A LORRY driver has avoided jail for not securing a heavy metal chain which fatally sliced “like a cheesewire” through another vehicle.

Christopher Watson was convicted at Oxford Crown Court in November of causing the death of Michael Stringer, from Brill in Buckinghamshire, by driving a lorry in a dangerous condition.

The 45-year-old yesterday received an 18-month suspended sentence after a judge said what happened was “unique and disastrous”.

The accident took place on the A415 near Abingdon on July 18, 2012, as Mr Stringer’s vehicle and a flatbed lorry driven by the defendant were passing each other.

Judge Mary Jane Mowat said the evidence in the case showed Watson had left one or more chains unsecured on the back of his lorry after transporting a load to Abingdon.

She said the 52-year-old Mr Stringer died after the chain whipped through the cabin of his lorry and inflicted what a prosecutor called a “catastrophic head injury”.

But passing sentence she told Watson – who has been an HGV driver for 26 years and has now lost his job – that his mistake was “carelessness”, that the dead man could not be brought back and nothing could “dull the pain of his family”.

“You don’t need to be kept away from the public for their protection and, in my view, you have been punished enough in other ways.”

Watson, of Tudor Drive, Watford, will contribute £500 towards costs and was banned from driving for two years.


Look through the material below and report every line that includes "spiral".
BEGIN RECORD SET
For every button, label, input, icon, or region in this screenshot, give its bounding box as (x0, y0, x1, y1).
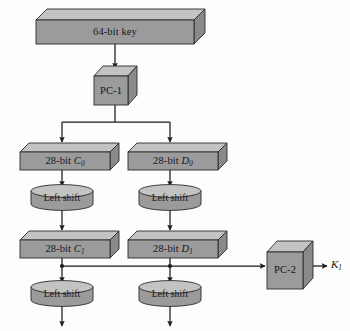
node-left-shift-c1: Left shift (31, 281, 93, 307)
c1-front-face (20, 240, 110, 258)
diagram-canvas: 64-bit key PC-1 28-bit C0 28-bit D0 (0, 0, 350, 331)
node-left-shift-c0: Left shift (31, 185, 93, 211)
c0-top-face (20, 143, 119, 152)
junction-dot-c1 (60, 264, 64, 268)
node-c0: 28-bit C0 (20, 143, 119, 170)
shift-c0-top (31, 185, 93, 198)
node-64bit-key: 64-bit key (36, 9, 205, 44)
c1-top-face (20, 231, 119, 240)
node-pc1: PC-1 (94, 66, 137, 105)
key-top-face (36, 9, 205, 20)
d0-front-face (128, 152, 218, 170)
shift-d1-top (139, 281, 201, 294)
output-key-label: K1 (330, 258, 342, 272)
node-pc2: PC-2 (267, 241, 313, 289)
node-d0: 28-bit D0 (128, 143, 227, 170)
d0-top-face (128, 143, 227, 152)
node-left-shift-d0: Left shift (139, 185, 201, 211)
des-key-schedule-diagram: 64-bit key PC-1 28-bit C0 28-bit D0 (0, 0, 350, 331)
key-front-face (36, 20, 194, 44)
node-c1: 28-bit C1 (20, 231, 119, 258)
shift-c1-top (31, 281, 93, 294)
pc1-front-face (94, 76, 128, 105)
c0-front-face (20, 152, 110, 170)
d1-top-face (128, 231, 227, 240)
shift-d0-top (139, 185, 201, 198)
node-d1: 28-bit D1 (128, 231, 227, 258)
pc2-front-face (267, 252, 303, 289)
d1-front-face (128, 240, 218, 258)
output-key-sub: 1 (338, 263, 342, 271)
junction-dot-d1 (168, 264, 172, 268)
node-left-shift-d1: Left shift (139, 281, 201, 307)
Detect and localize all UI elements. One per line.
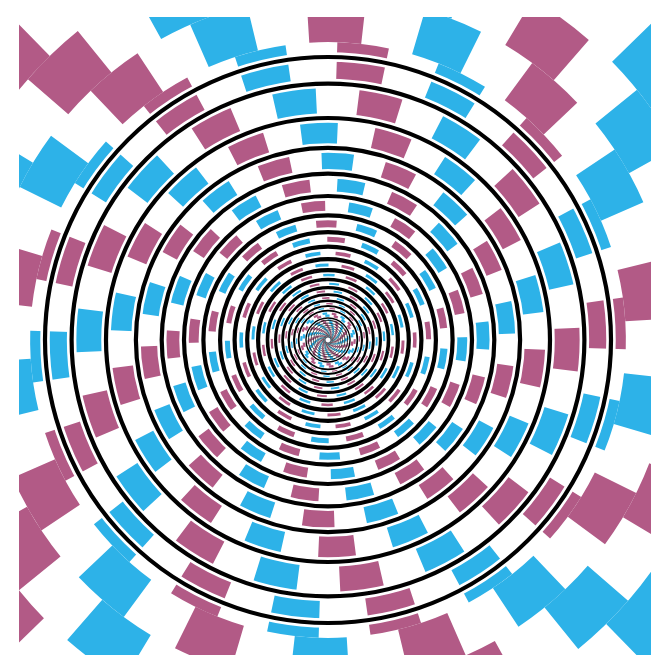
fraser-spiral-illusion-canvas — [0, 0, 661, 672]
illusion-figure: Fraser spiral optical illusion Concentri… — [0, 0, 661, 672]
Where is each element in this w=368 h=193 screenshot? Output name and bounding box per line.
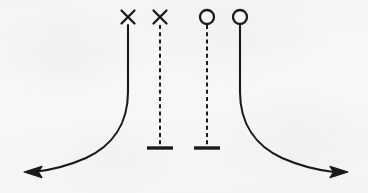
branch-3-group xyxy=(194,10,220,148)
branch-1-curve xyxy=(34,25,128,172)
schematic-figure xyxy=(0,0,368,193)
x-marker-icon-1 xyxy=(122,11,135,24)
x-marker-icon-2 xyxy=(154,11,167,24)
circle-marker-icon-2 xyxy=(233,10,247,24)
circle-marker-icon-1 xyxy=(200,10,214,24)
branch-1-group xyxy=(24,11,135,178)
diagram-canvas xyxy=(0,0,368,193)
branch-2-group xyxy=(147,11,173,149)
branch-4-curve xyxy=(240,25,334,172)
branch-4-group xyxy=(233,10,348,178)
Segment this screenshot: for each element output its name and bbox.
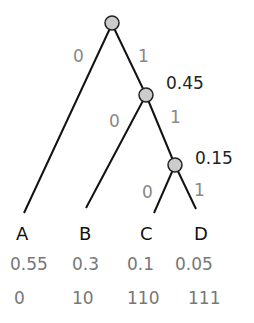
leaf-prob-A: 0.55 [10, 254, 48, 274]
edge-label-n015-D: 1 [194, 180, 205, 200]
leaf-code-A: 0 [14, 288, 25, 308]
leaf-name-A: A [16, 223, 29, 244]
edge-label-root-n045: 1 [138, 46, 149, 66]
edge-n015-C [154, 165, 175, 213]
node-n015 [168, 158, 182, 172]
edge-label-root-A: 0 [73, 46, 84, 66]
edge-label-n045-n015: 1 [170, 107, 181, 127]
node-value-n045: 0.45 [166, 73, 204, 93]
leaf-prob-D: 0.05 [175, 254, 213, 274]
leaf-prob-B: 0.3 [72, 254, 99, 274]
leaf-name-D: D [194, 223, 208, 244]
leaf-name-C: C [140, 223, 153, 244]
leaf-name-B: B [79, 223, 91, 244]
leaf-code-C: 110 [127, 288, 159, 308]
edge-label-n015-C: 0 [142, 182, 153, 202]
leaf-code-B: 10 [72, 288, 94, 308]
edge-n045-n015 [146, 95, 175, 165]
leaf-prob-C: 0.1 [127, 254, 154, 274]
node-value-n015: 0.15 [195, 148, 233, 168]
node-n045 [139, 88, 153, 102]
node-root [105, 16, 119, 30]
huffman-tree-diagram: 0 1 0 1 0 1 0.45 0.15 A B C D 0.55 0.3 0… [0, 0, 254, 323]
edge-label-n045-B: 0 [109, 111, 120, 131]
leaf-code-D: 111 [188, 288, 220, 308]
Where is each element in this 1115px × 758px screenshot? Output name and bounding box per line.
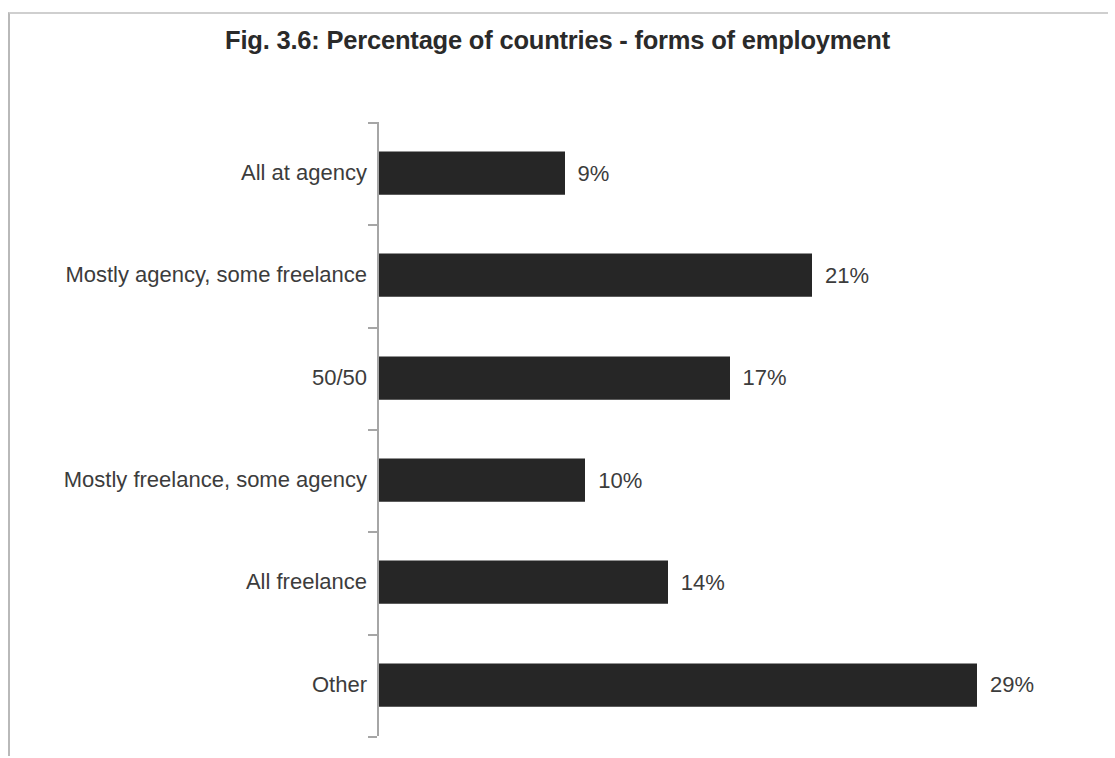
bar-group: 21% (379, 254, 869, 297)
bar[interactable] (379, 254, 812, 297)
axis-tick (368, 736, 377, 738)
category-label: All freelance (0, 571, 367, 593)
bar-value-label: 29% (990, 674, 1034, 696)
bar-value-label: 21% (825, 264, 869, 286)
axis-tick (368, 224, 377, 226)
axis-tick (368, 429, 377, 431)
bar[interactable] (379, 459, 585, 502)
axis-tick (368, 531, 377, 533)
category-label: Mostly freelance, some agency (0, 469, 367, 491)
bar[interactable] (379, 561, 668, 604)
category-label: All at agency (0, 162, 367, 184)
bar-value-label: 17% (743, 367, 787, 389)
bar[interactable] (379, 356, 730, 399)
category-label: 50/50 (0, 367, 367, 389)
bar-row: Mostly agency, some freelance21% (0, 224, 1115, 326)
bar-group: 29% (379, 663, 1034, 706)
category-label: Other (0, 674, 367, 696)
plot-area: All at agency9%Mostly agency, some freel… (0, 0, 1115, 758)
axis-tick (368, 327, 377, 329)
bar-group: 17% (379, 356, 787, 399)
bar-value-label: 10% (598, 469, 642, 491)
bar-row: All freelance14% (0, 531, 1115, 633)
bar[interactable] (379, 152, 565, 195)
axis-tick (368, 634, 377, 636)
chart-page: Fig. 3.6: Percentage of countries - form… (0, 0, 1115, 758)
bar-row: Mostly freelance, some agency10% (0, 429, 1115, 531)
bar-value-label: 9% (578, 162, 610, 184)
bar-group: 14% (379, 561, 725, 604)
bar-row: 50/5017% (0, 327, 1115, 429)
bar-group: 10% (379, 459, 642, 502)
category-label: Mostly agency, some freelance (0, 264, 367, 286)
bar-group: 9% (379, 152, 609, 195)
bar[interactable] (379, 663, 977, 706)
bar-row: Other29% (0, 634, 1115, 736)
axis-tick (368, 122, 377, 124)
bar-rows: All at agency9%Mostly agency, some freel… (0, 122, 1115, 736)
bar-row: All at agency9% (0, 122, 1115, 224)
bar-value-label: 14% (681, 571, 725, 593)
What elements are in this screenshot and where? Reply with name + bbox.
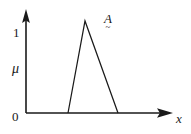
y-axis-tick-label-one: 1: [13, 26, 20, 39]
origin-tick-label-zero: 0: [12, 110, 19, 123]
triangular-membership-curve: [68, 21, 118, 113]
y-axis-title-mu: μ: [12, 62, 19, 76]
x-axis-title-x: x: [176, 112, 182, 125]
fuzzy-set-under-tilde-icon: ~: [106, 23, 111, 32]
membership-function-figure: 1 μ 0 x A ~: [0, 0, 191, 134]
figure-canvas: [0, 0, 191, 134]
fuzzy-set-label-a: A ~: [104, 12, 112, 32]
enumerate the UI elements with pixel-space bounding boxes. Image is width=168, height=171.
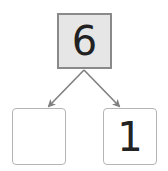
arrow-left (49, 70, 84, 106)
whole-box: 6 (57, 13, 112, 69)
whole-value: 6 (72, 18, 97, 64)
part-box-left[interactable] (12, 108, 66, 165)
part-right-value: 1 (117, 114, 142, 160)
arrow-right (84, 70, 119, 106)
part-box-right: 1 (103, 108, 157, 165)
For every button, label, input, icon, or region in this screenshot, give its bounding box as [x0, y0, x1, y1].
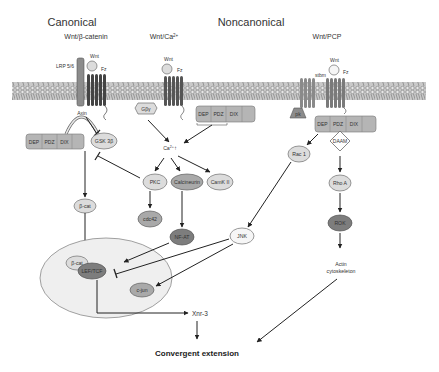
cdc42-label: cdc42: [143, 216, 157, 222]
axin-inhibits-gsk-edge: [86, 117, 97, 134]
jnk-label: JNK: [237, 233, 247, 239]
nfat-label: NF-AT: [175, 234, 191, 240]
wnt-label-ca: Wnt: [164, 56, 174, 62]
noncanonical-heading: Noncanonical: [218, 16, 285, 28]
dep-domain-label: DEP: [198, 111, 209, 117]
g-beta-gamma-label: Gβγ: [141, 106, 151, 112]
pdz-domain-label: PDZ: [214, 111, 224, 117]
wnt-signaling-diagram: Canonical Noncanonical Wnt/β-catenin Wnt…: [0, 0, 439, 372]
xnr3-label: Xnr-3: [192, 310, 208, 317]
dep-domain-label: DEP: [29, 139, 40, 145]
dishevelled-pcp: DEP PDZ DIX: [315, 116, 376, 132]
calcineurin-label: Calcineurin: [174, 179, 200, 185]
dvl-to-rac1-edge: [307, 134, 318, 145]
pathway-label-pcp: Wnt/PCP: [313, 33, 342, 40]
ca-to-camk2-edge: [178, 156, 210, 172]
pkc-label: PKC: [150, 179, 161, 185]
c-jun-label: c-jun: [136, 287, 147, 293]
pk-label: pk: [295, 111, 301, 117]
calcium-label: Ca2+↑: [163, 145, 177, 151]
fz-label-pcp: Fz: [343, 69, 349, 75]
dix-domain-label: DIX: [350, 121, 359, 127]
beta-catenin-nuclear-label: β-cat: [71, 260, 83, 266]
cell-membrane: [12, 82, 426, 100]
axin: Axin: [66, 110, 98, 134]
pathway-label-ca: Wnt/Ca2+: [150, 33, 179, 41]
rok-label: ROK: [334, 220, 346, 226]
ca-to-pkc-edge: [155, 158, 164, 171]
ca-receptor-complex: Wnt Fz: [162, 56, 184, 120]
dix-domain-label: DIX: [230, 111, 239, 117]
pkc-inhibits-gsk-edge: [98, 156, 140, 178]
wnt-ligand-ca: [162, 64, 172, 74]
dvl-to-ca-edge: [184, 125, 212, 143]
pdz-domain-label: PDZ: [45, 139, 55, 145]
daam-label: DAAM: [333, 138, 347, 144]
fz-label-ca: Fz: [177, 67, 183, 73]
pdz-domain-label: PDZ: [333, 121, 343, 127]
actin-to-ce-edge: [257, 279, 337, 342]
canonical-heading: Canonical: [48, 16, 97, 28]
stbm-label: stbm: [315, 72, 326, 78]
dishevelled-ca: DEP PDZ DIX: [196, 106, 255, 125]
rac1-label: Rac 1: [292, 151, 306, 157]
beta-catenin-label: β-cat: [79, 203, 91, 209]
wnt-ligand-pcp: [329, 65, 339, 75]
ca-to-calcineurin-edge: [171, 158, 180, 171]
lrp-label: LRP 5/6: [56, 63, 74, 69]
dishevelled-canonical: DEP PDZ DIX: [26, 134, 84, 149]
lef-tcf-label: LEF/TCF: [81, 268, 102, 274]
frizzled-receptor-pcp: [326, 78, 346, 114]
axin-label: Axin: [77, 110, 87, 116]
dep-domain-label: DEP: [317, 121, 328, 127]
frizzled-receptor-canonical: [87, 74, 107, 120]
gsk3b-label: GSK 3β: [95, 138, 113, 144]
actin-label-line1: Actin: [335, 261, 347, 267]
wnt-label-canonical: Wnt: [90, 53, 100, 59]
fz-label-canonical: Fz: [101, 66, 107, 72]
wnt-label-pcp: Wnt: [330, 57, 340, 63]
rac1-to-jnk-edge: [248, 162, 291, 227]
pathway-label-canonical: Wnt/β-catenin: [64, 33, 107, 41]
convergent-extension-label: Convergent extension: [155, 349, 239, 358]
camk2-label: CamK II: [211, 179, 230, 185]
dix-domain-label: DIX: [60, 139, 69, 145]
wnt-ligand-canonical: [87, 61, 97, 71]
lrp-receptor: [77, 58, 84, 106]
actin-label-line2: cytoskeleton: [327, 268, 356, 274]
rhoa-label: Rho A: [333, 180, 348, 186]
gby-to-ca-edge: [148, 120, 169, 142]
END RECORD SET
## THE ANSWER
fraser-spiral-illusion-canvas — [0, 0, 661, 672]
illusion-figure: Fraser spiral optical illusion Concentri… — [0, 0, 661, 672]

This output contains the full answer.